• Sermon preached on 15 July 2018 (Pride Weekend)


    Is this the word of the Lord?

    Is this the gospel?

    “What should I ask for” said Herodias.

    “The head of the Baptist” said her mother.

    And it was so.

    And where is the good news in any of that?

    It is one of the worst, most barbaric and miserable stories in all of scripture.

    Herodias whom we know by the name of Salome in popular culture danced before the tyrant and demanded the head of the one who had stood up to Herod as he rode roughshod over the law.

    (David on the other hand, danced through the streets for joy in the first reading and distributed food for everyone – but we’ll get to him later).

    What about Salome? Why do we read this sorry and sordid tale?

    This is not some saucy burlesque after all but a dance of death.

    Where is the good news to be found?

    This story comes around quite a lot – we get rather a lot about the Baptist in the lectionary. We get this story on this Sunday and we also get it for the day we remember John the Baptist’s death too.

    This is not a story which ends with all the boys being brought safely from the dark and frightening cave. It is the story that ends with John’s state sponsored arbitrary execution.

    Every time I read it, someone asks why.

    If I’m honest, I sometimes feel the same when I am reading it too.

    People will know that I rather like the theatre.

    Going to the theatre is what I do when I have time off.

    I am apt to get myself to places where there are lots of shows on and just book things that I fancy on the off chance that they might be that great night out that you will remember forever.

    (Which is how I once booked myself tickets for the Tempest and spent the first few lines thinking that I didn’t remember the sailors in the storm being Russian sailors and got a full five minutes into what is, to say the least a long and complex night out before realising that the whole thing was going to be in Russian).
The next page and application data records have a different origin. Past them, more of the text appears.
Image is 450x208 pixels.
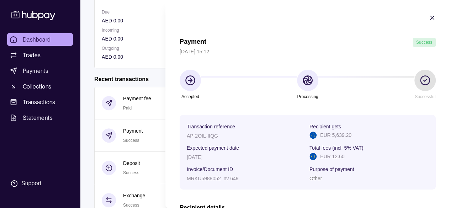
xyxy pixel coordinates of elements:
[310,132,317,139] img: eu
[187,145,239,151] p: Expected payment date
[187,124,235,130] p: Transaction reference
[187,155,203,160] p: [DATE]
[310,153,317,160] img: eu
[180,38,207,47] h1: Payment
[297,93,318,101] p: Processing
[310,124,341,130] p: Recipient gets
[310,176,322,182] p: Other
[310,145,364,151] p: Total fees (incl. 5% VAT)
[310,167,354,172] p: Purpose of payment
[417,40,433,45] span: Success
[187,176,239,182] p: MRKU5988052 Inv 649
[180,48,436,56] p: [DATE] 15:12
[187,133,218,139] p: AP-2OIL-IIQG
[182,93,199,101] p: Accepted
[187,167,233,172] p: Invoice/Document ID
[320,131,352,139] p: EUR 5,639.20
[320,153,345,161] p: EUR 12.60
[415,93,436,101] p: Successful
    And I did the same with a production by a famous theatre producer of a play by the famously witty Oscar Wilde and glued to my seat in horror when I realised that Salome, the title of the play was not the story of some saucy socialite but just a retelling of the horror story that I’ve just read from the bible.

    To put it bluntly – there are no jokes here.

    But when people ask why we read it in church my answer is always the same.

    We read it because it is true. We read it because brothers and sisters are suffering. We read it because John the Baptists who stand up to power still end up in prison cells. We read it because conniving plotters like Herodias and her ma still send good people to needless and pointless deaths. We read it because people still suffer under Herods.

    We read it in short because tyrants still exist. And it is fear of similar tyranny that brought people out onto George Square in protest on Friday evening.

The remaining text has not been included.